Q: (How) Should I render this?
A: What are you trying to tell us with this drawing? Your graphic choices should help reinforce the purpose of each drawing.
At this point in the semester nobody is gong to read a long blog post, but I’m hoping to help answer some recent questions on the topic with examples.
One main point: you are not required to use a special program, make photo-realistic views, or utilize any one style or technique in developing your drawings. What’s important to me is that your drawings show your project well and are made well. I’d much rather have one good line drawing where you’ve carefully controlled your lineweights and photoshopped in a few select things than 5 fully “realistic” renderings where the overall effect of all the materials and lighting and entourage is less successful. “Less is more” can apply to renderings in both quantity and technique.
Line is fine
Selective areas of tone and entourage can draw attention but even just linework can clearly convey your design.
Abstraction is your friend
Draw attention where you want it by not drawing/rendering all things equally. White space where we don’t see much can be very informative.

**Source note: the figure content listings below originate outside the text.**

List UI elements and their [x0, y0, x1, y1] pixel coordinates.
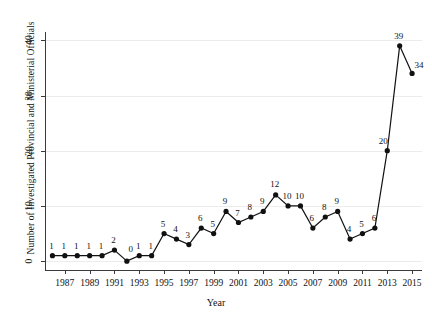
x-tick-mark — [139, 270, 140, 274]
x-tick-mark — [387, 270, 388, 274]
data-point-marker — [211, 231, 216, 236]
data-point-marker — [186, 242, 191, 247]
data-point-label: 39 — [388, 32, 410, 41]
x-axis-line — [45, 270, 422, 271]
data-point-marker — [372, 225, 377, 230]
x-tick-mark — [338, 270, 339, 274]
data-point-label: 6 — [301, 214, 323, 223]
x-tick-mark — [412, 270, 413, 274]
data-point-marker — [360, 231, 365, 236]
x-tick-mark — [214, 270, 215, 274]
x-tick-mark — [263, 270, 264, 274]
x-axis-title: Year — [0, 297, 432, 308]
data-point-marker — [62, 253, 67, 258]
data-point-label: 3 — [177, 231, 199, 240]
data-point-marker — [323, 214, 328, 219]
y-tick-label: 30 — [21, 90, 37, 102]
x-tick-mark — [288, 270, 289, 274]
x-tick-mark — [313, 270, 314, 274]
data-point-label: 9 — [326, 197, 348, 206]
data-point-marker — [248, 214, 253, 219]
x-tick-label: 2015 — [395, 278, 429, 288]
data-point-label: 20 — [372, 137, 394, 146]
y-axis-title: Number of Investigated Provincial and Mi… — [26, 13, 36, 263]
data-point-marker — [310, 225, 315, 230]
data-point-marker — [298, 203, 303, 208]
data-series — [45, 32, 422, 270]
y-tick-label: 0 — [21, 255, 37, 267]
data-point-label: 6 — [363, 214, 385, 223]
data-point-marker — [261, 209, 266, 214]
data-point-marker — [112, 248, 117, 253]
data-point-label: 2 — [102, 236, 124, 245]
data-point-marker — [149, 253, 154, 258]
data-point-marker — [347, 236, 352, 241]
x-tick-mark — [362, 270, 363, 274]
x-tick-mark — [238, 270, 239, 274]
data-point-marker — [285, 203, 290, 208]
y-tick-label: 40 — [21, 34, 37, 46]
data-point-label: 10 — [288, 192, 310, 201]
x-tick-mark — [189, 270, 190, 274]
data-point-marker — [236, 220, 241, 225]
data-point-marker — [75, 253, 80, 258]
data-point-marker — [50, 253, 55, 258]
data-point-label: 34 — [408, 61, 430, 70]
y-tick-label: 20 — [21, 145, 37, 157]
x-tick-mark — [65, 270, 66, 274]
data-point-marker — [335, 209, 340, 214]
x-tick-mark — [164, 270, 165, 274]
x-tick-mark — [90, 270, 91, 274]
data-point-label: 9 — [251, 197, 273, 206]
data-point-marker — [124, 259, 129, 264]
data-point-marker — [87, 253, 92, 258]
data-point-marker — [409, 71, 414, 76]
data-point-marker — [385, 148, 390, 153]
data-point-marker — [397, 43, 402, 48]
line-chart: Number of Investigated Provincial and Mi… — [0, 0, 432, 322]
plot-area: 010203040 198719891991199319951997199920… — [45, 32, 422, 270]
data-point-label: 1 — [140, 242, 162, 251]
data-point-label: 5 — [202, 220, 224, 229]
data-point-label: 12 — [264, 180, 286, 189]
x-tick-mark — [114, 270, 115, 274]
data-point-marker — [99, 253, 104, 258]
data-point-label: 9 — [214, 197, 236, 206]
y-tick-label: 10 — [21, 200, 37, 212]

Rendering artistically, not photo-realistically
Using context images
The skyline in the background, the adjacent buildings, even less identifiable context like sidewalk and street trees are readily acquired from site photos or the internet (everything is on Google Street View) and photoshopped into perspective views. Note how commonly the image is made black/white or otherwise manipulated to unify it with the representation of the project and/or draw less attention to the context than the project
Selective Color
You can unify a presentation across drawings and highlight significant parts of your design.
EXAMPLES BY DRAWING TYPE
Selected examples from Professor Park’s post (and a few additions) to show a range of graphic styles.
SITE PLANS
PLANS
SECTIONS
ELEVATIONS
USED TOGETHER
SECTION-ELEVATION DETAIL COMBO
SECTION-PERSPECTIVES
PERSPECTIVE-SECTIONS
Instead of a true orthographic section with a one-point perspective, a 2-point perspective view with part of your building cut away as a section.